Input:
BEGIN

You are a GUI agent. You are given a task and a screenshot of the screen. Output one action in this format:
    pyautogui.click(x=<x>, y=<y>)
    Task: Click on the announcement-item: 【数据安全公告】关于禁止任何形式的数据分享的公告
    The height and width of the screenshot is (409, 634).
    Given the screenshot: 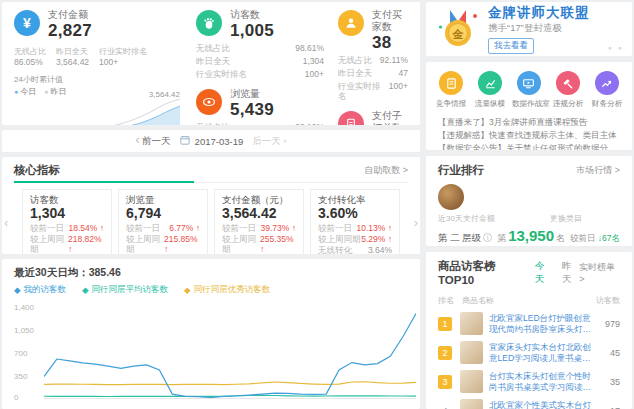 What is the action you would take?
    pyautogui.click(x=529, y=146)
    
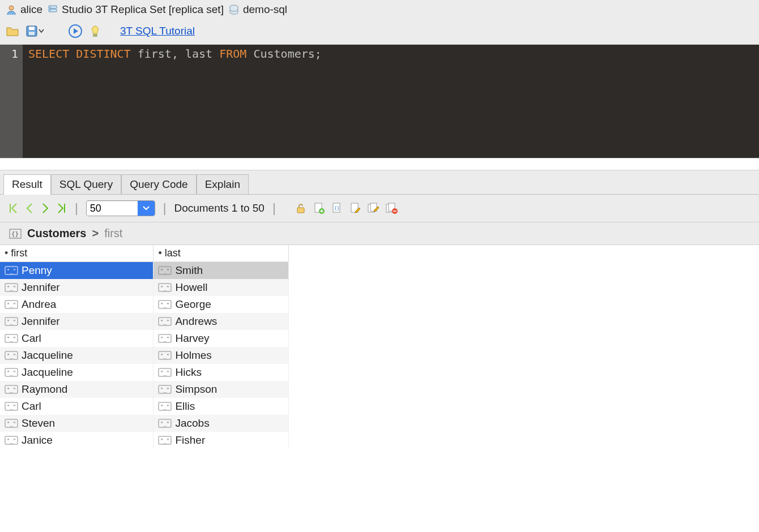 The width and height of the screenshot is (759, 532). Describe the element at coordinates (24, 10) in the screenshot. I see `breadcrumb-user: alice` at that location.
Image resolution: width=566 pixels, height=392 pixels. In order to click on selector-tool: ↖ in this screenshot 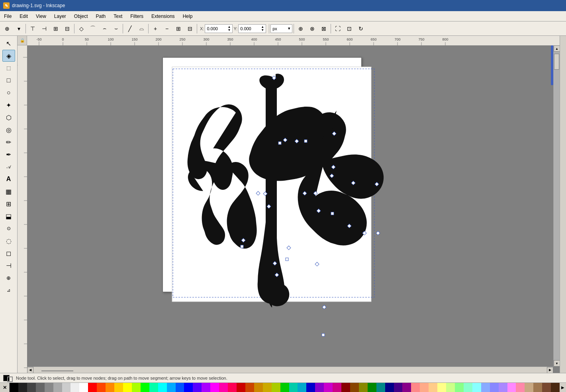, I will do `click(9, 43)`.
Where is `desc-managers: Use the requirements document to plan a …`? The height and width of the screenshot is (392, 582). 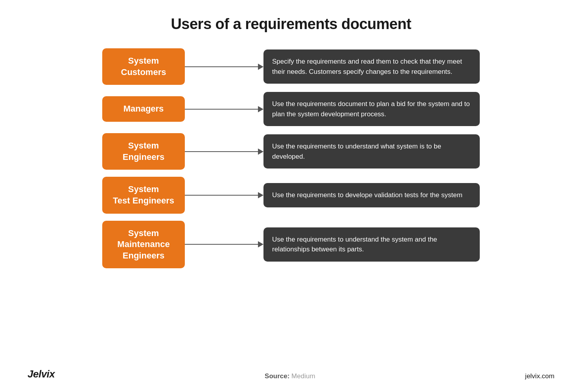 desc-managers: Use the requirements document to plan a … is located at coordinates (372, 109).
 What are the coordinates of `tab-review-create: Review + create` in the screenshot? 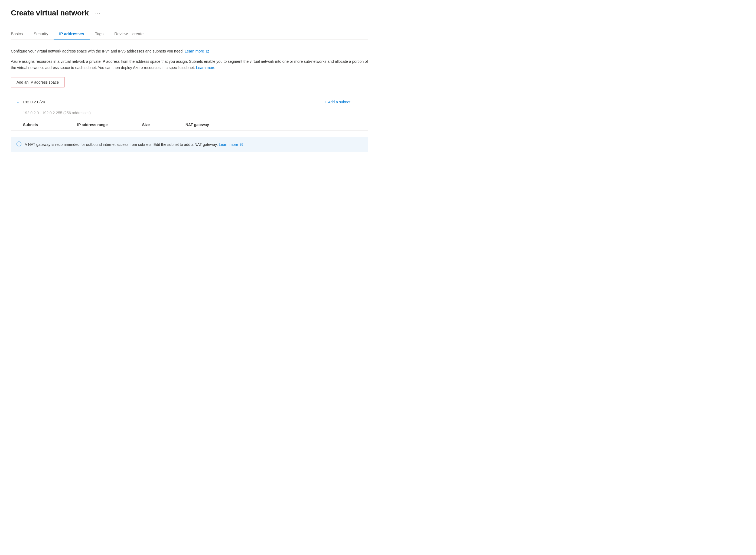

END

What to work on: Print only the lines from the top of the data above down to the line holding "The height and width of the screenshot is (409, 634).", inclusive.

Answer to this problem:
You are a GUI agent. You are given a task and a screenshot of the screen. Output one action in this format:
    pyautogui.click(x=<x>, y=<y>)
    Task: Click on the announcement-item: 【数据安全公告】关于禁止任何形式的数据分享的公告
    The height and width of the screenshot is (409, 634).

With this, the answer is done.